Power is latent, potential energy carried in our very presence, whether or not we’re conscious of it. In this context, humility is a function of one’s awareness of how one relates to power and of the resultant capacity to negotiate power relations with discretion and care.
Critically here, healthy uses of power—toward humility, toward care—are contingent on awareness of the statuses of power in a situation. And, inversely, as in Rich’s poem, power is made dangerous through denial of how it works or minimization of its presence or effects: till she could no longer hold a test-tube or a pencil.
Minimization of power’s effects is harmful whether we are dealing with something that holds the place of radium in our personal lives or our communities, such as Jonathan M. Metzl discusses in “Dying of Whiteness.”
If power is everywhere, and if power hides, how do clinicians or patients negotiate helpful power relations in a clinical setting? How can a clinician’s relationship with the subtleties of power dynamics influence responses to their patients’ suffering and their need to feel understood or heard?
If power is relational, these relations manifest in our healthcare stories, from clinical encounters to patient charts to research narratives. Narrative strategies can help us find the power dynamics that operate within ourselves, healthcare teams, and in broader healthcare cultures. The following strategies approach power systematically and will help you map power in healthcare settings:
1. Power and the self:
Write reflectively about how you see power manifesting along your career path. Identify the resources that you bring to the table, that you share, or still need. For Curie, radium worked as a metaphor for a power relation in her life. What are the elements that represent power in your own life? Journal, write creatively, or otherwise document these metaphors and note how they shift for you over time. With this information in hand, look for ways to distribute your power mindfully in clinical settings, research, and in self-care.
2. Power and the patient:
Use two key sites of interaction—clinical visits and patient charts—to use your power as a clinician to collaborate in shaping patient healthcare narratives with attention to equity. For clinical visits, engage in active listening and pay careful attention to how your presence—posture, language, status—might influence the patient’s comfort in sharing vulnerable information. Additionally, we’re now in the era of Open Notes; this mandate for transparency reflects a genre change from documentation historically meant for a healthcare audience to a hybrid audience now emphasizing the patient. With increased access to notes, clinical language will shape the patient’s view of self and of their healthcare experience.
3. Power and the team:
Pursue narrative work with interprofessional healthcare teams and in interdisciplinary educational settings. Every interdisciplinary and professional category in a clinical setting will have unique approaches to how they engage with a patient’s data and thus healthcare story.
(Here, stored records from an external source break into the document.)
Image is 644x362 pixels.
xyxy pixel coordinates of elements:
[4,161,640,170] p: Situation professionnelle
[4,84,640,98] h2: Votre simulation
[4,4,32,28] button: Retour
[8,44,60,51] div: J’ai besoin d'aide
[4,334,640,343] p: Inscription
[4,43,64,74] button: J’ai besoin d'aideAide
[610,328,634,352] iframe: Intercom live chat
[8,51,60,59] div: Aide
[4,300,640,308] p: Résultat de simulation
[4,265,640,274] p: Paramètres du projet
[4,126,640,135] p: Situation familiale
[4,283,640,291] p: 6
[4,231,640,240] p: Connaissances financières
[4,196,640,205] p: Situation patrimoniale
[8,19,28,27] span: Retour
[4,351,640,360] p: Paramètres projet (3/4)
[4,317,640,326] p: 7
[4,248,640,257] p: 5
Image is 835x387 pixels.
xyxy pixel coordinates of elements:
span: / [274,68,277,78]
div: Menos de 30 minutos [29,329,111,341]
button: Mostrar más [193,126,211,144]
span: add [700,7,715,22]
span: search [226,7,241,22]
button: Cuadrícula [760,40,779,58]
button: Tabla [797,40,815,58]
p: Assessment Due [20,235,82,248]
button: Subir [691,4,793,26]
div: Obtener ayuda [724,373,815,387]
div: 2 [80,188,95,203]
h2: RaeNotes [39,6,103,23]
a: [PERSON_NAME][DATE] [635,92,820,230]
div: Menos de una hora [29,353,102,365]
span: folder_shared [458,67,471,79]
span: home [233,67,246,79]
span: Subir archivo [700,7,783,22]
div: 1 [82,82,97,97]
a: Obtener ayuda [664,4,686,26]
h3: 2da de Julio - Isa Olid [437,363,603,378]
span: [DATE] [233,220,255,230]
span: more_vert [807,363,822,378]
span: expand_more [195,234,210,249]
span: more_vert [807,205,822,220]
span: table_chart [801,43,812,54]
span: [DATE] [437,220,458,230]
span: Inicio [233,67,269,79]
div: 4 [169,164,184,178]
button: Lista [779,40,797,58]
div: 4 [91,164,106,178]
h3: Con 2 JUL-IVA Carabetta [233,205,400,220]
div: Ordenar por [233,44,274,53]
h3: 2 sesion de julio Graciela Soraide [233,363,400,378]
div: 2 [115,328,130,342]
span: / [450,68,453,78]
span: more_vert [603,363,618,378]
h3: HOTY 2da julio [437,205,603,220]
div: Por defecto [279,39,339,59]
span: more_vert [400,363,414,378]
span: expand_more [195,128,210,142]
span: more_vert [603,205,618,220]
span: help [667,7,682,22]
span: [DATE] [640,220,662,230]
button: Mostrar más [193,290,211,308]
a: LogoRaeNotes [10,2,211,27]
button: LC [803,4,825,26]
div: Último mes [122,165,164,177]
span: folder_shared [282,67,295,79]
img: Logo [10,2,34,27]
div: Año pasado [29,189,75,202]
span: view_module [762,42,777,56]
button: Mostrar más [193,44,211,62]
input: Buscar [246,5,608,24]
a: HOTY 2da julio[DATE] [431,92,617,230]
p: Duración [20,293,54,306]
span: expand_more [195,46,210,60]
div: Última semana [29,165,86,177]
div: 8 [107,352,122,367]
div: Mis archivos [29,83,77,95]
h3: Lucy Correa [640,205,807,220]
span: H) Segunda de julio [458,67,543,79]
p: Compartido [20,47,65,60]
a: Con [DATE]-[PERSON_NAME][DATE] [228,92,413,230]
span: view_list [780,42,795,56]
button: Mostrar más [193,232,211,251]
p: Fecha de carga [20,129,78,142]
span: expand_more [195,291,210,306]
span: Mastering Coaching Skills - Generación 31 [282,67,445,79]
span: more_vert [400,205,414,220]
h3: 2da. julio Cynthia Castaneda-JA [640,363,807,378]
The classic narrative medicine workshop is an ideal tool to bring diverse voices to the table and to learn how different team members interpret the same subject. Reading with and listening to those with different training and professional roles in a non-competitive and collegial environment helps teams understand and appreciate unique styles of learning, communicating, and observing that can translate to better collaboration in patient care.
4. Power and the community:
Find ways to engage with Community Health Workers (CHWs) or other community-based organizations to better understand how diverse orientations to power impact health in your community. CHWs have their fingers on the pulse of community stories and strengths—as well as the needs communicated through these stories. Employ CHWs as mediators to show care for and interest in community-based wisdom and self-knowledge.
This piece expresses the views solely of the author. It does not necessarily represent the views of any organization, including Johns Hopkins Medicine.